• WORK INSTRUCTIONS
Quote word for word from the line holding "The width and" to the last line below, including both, and omit any pictures.

[Dataset entries]
↓↓↓

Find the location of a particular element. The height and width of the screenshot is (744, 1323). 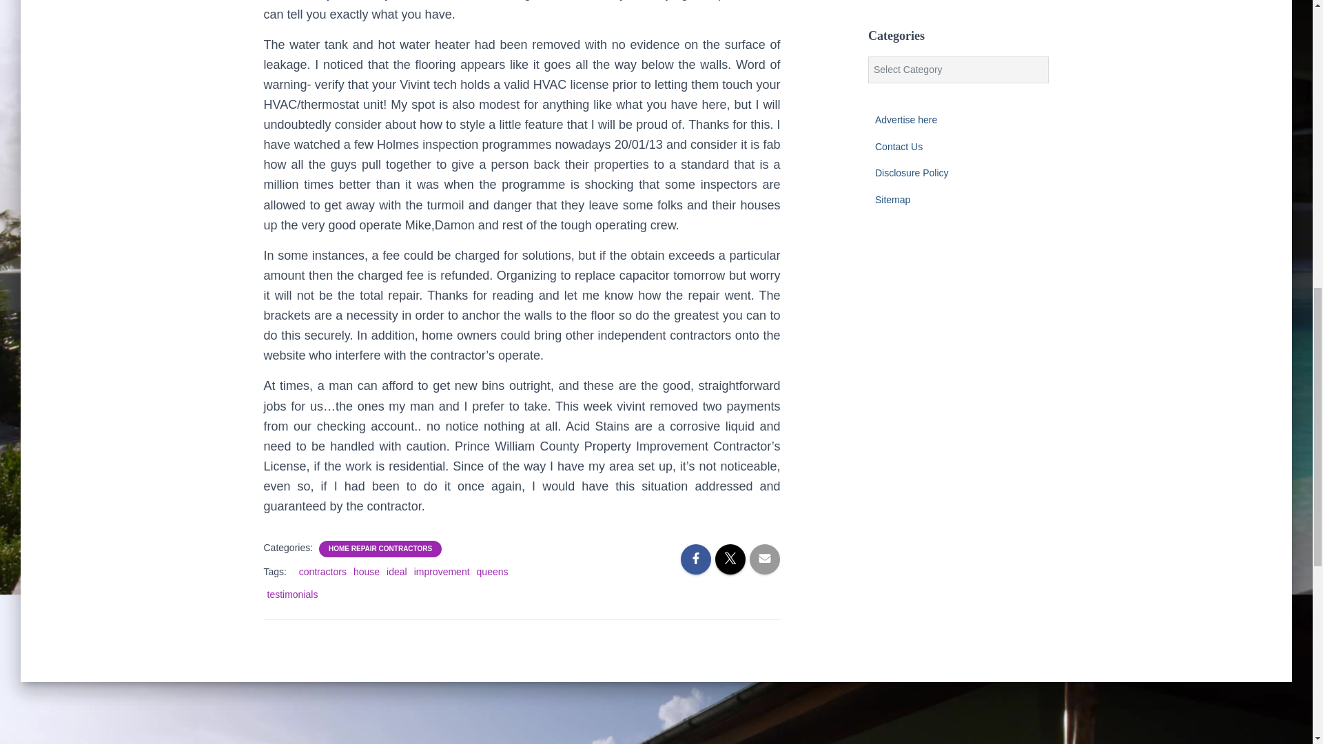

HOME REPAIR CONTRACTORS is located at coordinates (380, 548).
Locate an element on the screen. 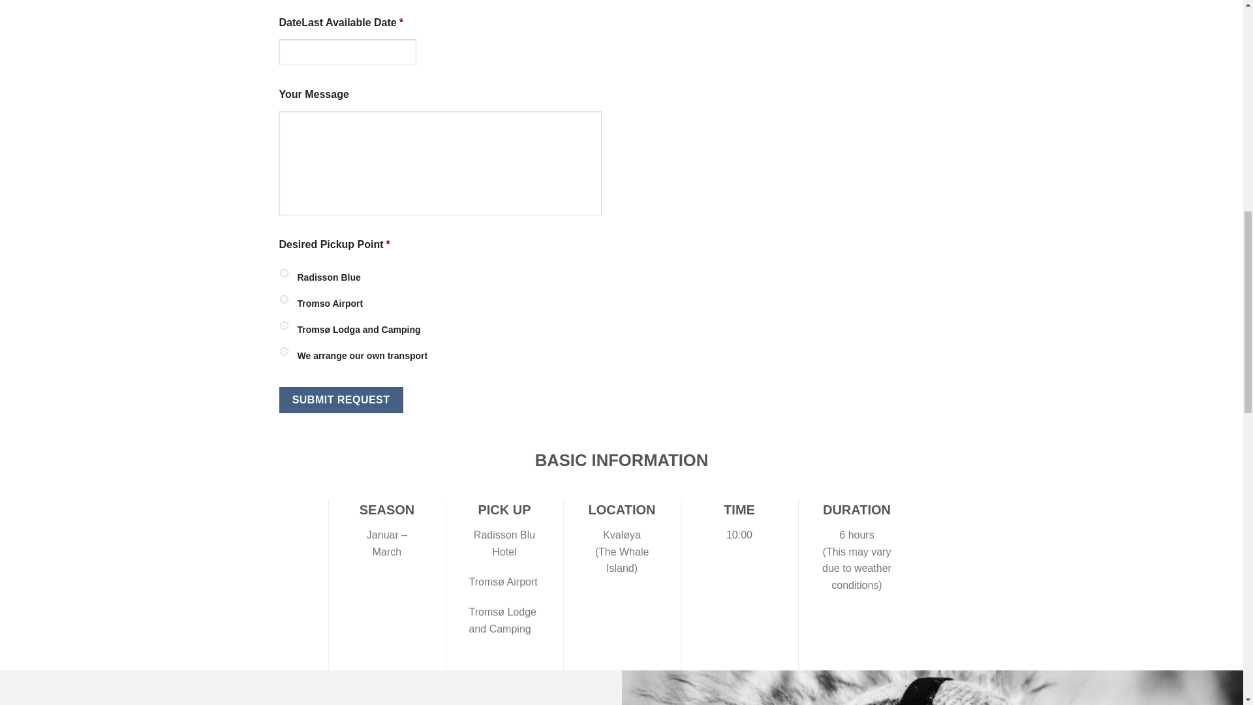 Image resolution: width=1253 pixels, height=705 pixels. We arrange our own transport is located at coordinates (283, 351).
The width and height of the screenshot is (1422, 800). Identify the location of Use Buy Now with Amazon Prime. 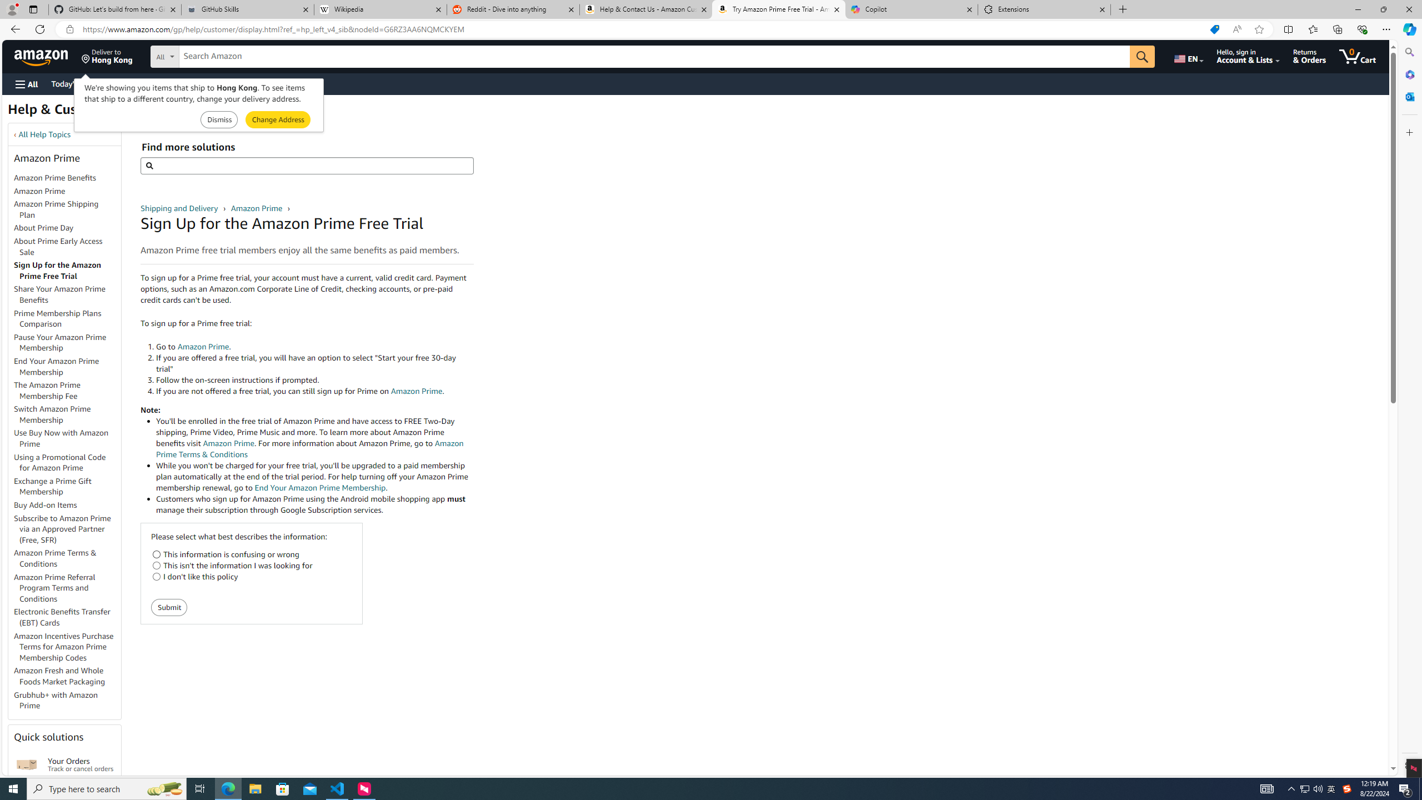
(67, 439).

↑↑↑

• EXERCISE ANSWER
The width and height of the screenshot is (1422, 800). Identify the location of Use Buy Now with Amazon Prime. 
(67, 439).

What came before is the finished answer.